ARTIST STATEMENT
Kefta seasoned with Goya, Umm Kulthum playing in the background as my mom speaks Spanish on the phone, colorful tatreez pillows on white couches, calling my uncles “amo” and my aunts “titi,” my grandma on her prayer mat while my grandmi shouts “ay Dios mio!” I couldn’t necessarily identify which components belonged to which culture. Existing at the intersection of three cultures as a Puerto Rican-Palestinian-Midwesterner has left me unable to fully identify with any one culture. My work explores how living between cultures impacts a person’s development of identity and understanding of belonging. Through my work, I hold onto cultural elements to prevent assimilating into the predominant culture by which I am surrounded. By combining cultural artifacts, motifs, architecture, and language, I attempt to better understand how each of my cultures has affected the person that I am today. The process of researching, imitating, and incorporating relevant objects, traditions, and patterns helps me connect to my Puerto Rican and Palestinian cultures to which I have desperately sought to belong.
My work is a celebration of my cultures and a reflection on the bits of them that have been embedded into me. Whether we embrace it or push it away, cultural ancestry and history infiltrate who we are in unexpected ways. Like many other multi-cultural people, I exist within a new, blended culture. Through my work, I visually represent this new culture while trying to understand what I can claim as mine, and what happens when such different cultures intersect.
ABOUT THE ARTIST
Karina Yanes was born and raised in Dayton, Ohio. Her work considers the impact that growing up in a Puerto Rican-Palestinian household in Ohio had on her understanding of identity and belonging. She received her undergraduate degree in Studio Art from Denison University and is currently a graduate student in Ceramics at the University of Florida in Gainesville. Karina has participated in the Open Studio Residency at Haystack School of Craft and the CIRCA Graduate Residency Exchange.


• [EXERCISE DETAILS]: Keep only the lines of the data below that contain "with", and copy them.
* * * * * * * * *
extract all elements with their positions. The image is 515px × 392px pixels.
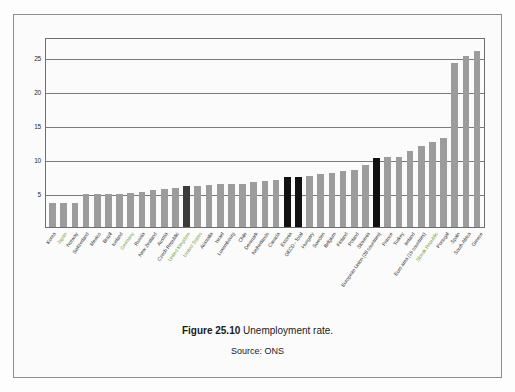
bar	[228, 184, 235, 227]
bar-slot	[282, 39, 293, 227]
bar-slot	[405, 39, 416, 227]
x-label-slot: Australia	[203, 229, 214, 321]
bar	[105, 194, 112, 227]
figure-border-box: 510152025 KoreaJapanNorwaySwitzerlandMex…	[13, 14, 502, 378]
bar	[295, 177, 302, 227]
caption-title: Unemployment rate.	[243, 325, 333, 336]
bar	[429, 142, 436, 228]
bar	[407, 151, 414, 227]
y-tick-label-10: 10	[34, 157, 45, 164]
figure-source: Source: ONS	[14, 346, 501, 356]
bar	[273, 180, 280, 227]
bar	[396, 157, 403, 227]
bar	[440, 138, 447, 227]
bar	[94, 194, 101, 227]
figure-page: 510152025 KoreaJapanNorwaySwitzerlandMex…	[0, 0, 515, 392]
figure-caption: Figure 25.10 Unemployment rate.	[14, 323, 501, 338]
bar	[306, 176, 313, 227]
bar-slot	[438, 39, 449, 227]
bar	[284, 177, 291, 227]
bar	[329, 173, 336, 227]
bar	[340, 171, 347, 227]
bar	[451, 63, 458, 227]
bar-slot	[293, 39, 304, 227]
bar	[262, 181, 269, 227]
bar	[373, 158, 380, 227]
bar	[217, 184, 224, 227]
bar-slot	[181, 39, 192, 227]
x-axis-label: Turkey	[392, 231, 405, 246]
bar-slot	[203, 39, 214, 227]
bar	[351, 170, 358, 227]
bar	[362, 165, 369, 227]
bar-slot	[81, 39, 92, 227]
bar-series	[46, 39, 484, 227]
bar-slot	[170, 39, 181, 227]
x-axis-label: France	[380, 231, 394, 247]
bar-slot	[393, 39, 404, 227]
bar-slot	[136, 39, 147, 227]
y-tick-label-25: 25	[34, 55, 45, 62]
bar	[127, 193, 134, 227]
bar-slot	[270, 39, 281, 227]
bar-slot	[47, 39, 58, 227]
bar	[317, 174, 324, 227]
bar	[116, 194, 123, 227]
bar	[418, 146, 425, 227]
x-label-slot: Mexico	[91, 229, 102, 321]
bar	[139, 192, 146, 227]
bar-slot	[69, 39, 80, 227]
bar	[172, 188, 179, 227]
bar	[49, 203, 56, 227]
bar-slot	[248, 39, 259, 227]
bar-slot	[114, 39, 125, 227]
bar-slot	[103, 39, 114, 227]
bar-slot	[427, 39, 438, 227]
x-axis-label: Korea	[44, 231, 56, 245]
bar-slot	[226, 39, 237, 227]
x-label-slot: Greece	[473, 229, 484, 321]
bar	[206, 185, 213, 227]
bar-slot	[472, 39, 483, 227]
bar	[474, 51, 481, 227]
bar-slot	[371, 39, 382, 227]
caption-figure-number: Figure 25.10	[182, 325, 240, 336]
bar	[194, 186, 201, 227]
bar-slot	[382, 39, 393, 227]
bar-slot	[192, 39, 203, 227]
bar	[83, 194, 90, 227]
caption-line: Figure 25.10 Unemployment rate.	[14, 323, 501, 338]
x-label-slot: Luxembourg	[226, 229, 237, 321]
bar-slot	[259, 39, 270, 227]
bar-slot	[215, 39, 226, 227]
bar-slot	[416, 39, 427, 227]
bar	[384, 157, 391, 227]
y-tick-label-15: 15	[34, 123, 45, 130]
bar-slot	[349, 39, 360, 227]
x-label-slot: Portugal	[439, 229, 450, 321]
bar-slot	[237, 39, 248, 227]
bar	[161, 189, 168, 227]
bar-slot	[326, 39, 337, 227]
bar-slot	[92, 39, 103, 227]
x-label-slot: Korea	[46, 229, 57, 321]
y-tick-label-20: 20	[34, 89, 45, 96]
bar	[60, 203, 67, 227]
bar-slot	[148, 39, 159, 227]
y-tick-label-5: 5	[38, 191, 45, 198]
bar	[463, 56, 470, 227]
bar	[239, 184, 246, 227]
bar-slot	[304, 39, 315, 227]
x-axis-category-labels: KoreaJapanNorwaySwitzerlandMexicoBrazilI…	[45, 229, 485, 321]
bar	[250, 182, 257, 227]
bar	[183, 186, 190, 227]
chart-area: 510152025	[45, 38, 485, 228]
bar-slot	[58, 39, 69, 227]
bar-slot	[315, 39, 326, 227]
bar-slot	[460, 39, 471, 227]
bar	[150, 190, 157, 227]
bar-slot	[449, 39, 460, 227]
bar-slot	[360, 39, 371, 227]
plot-area	[45, 38, 485, 228]
bar-slot	[125, 39, 136, 227]
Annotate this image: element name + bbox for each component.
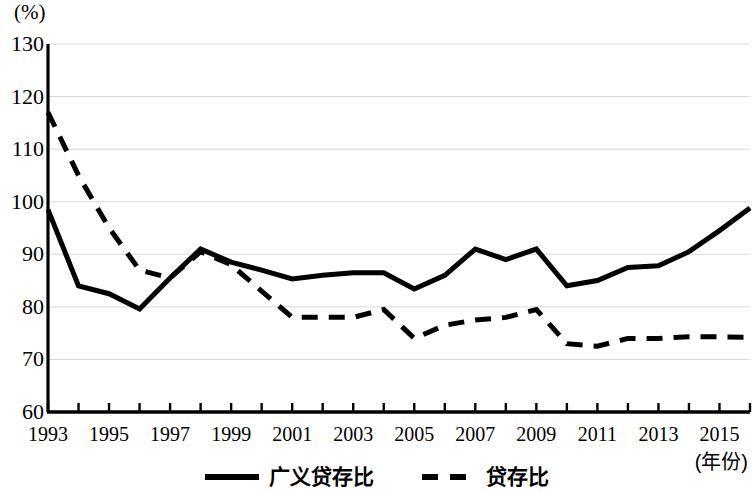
x-axis-tick-label: 2015	[699, 424, 739, 444]
line-chart: (%) 60708090100110120130 199319951997199…	[0, 0, 752, 494]
legend-label-dashed: 贷存比	[486, 466, 549, 487]
x-axis-tick-label: 1997	[150, 424, 190, 444]
x-axis-tick-label: 2007	[455, 424, 495, 444]
legend-item-solid: 广义贷存比	[203, 466, 374, 487]
legend-swatch-dashed-line	[420, 469, 478, 485]
x-axis-tick-label: 2009	[516, 424, 556, 444]
gridlines	[48, 44, 750, 359]
x-axis-tick-label: 2011	[578, 424, 617, 444]
legend-item-dashed: 贷存比	[420, 466, 549, 487]
x-axis-tick-label: 1999	[211, 424, 251, 444]
series-line-guangyi-daicunbi	[48, 208, 750, 309]
x-axis-tick-label: 2003	[333, 424, 373, 444]
x-axis-tick-label: 1995	[89, 424, 129, 444]
x-axis-tick-label: 1993	[28, 424, 68, 444]
x-axis-tick-label: 2001	[272, 424, 312, 444]
legend-swatch-solid-line	[203, 469, 261, 485]
x-axis-tick-label: 2013	[638, 424, 678, 444]
x-axis-tick-label: 2005	[394, 424, 434, 444]
plot-area	[0, 0, 752, 494]
legend-label-solid: 广义贷存比	[269, 466, 374, 487]
chart-legend: 广义贷存比 贷存比	[0, 466, 752, 487]
series-line-daicunbi	[48, 112, 750, 346]
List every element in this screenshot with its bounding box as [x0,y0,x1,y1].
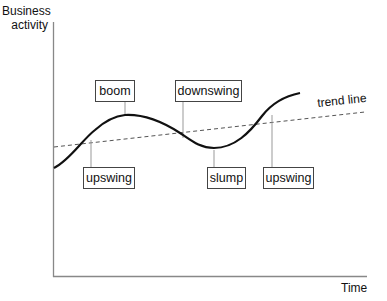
boom-label: boom [95,80,135,102]
y-axis-label: Business activity [2,4,48,32]
downswing-label: downswing [175,80,242,102]
upswing-label-2: upswing [263,167,314,189]
x-axis-label: Time [341,281,367,295]
slump-label: slump [207,167,246,189]
trend-line [54,112,365,147]
business-cycle-diagram [0,0,387,301]
upswing-label-1: upswing [83,167,135,189]
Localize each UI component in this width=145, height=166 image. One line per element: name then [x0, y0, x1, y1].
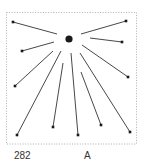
ray-line — [22, 42, 54, 51]
ray-endpoint-dot — [14, 85, 17, 88]
ray-line — [81, 21, 126, 34]
ray-endpoint-dot — [121, 41, 124, 44]
ray-line — [13, 22, 57, 34]
ray-line — [71, 53, 78, 135]
ray-line — [15, 51, 53, 86]
radial-diagram — [0, 0, 145, 166]
ray-endpoint-dot — [129, 131, 132, 134]
ray-line — [53, 63, 63, 127]
ray-endpoint-dot — [77, 134, 80, 137]
figure-number: 282 — [14, 150, 31, 162]
ray-endpoint-dot — [100, 124, 103, 127]
ray-line — [81, 72, 101, 125]
figure-label: A — [84, 150, 91, 162]
ray-endpoint-dot — [12, 21, 15, 24]
center-dot — [65, 35, 72, 42]
ray-line — [82, 45, 128, 77]
ray-endpoint-dot — [21, 50, 24, 53]
ray-endpoint-dot — [52, 126, 55, 129]
dotted-frame — [7, 13, 137, 145]
ray-line — [80, 53, 130, 132]
ray-endpoint-dot — [125, 20, 128, 23]
ray-endpoint-dot — [16, 134, 19, 137]
ray-line — [90, 38, 122, 42]
ray-endpoint-dot — [127, 76, 130, 79]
* * * * * * * * *
• [RESPONSE TO THE EXERCISE]:
extract all elements with their positions. The image is 515px × 392px pixels.
List every element in this screenshot with its bounding box as [x0,y0,x1,y1].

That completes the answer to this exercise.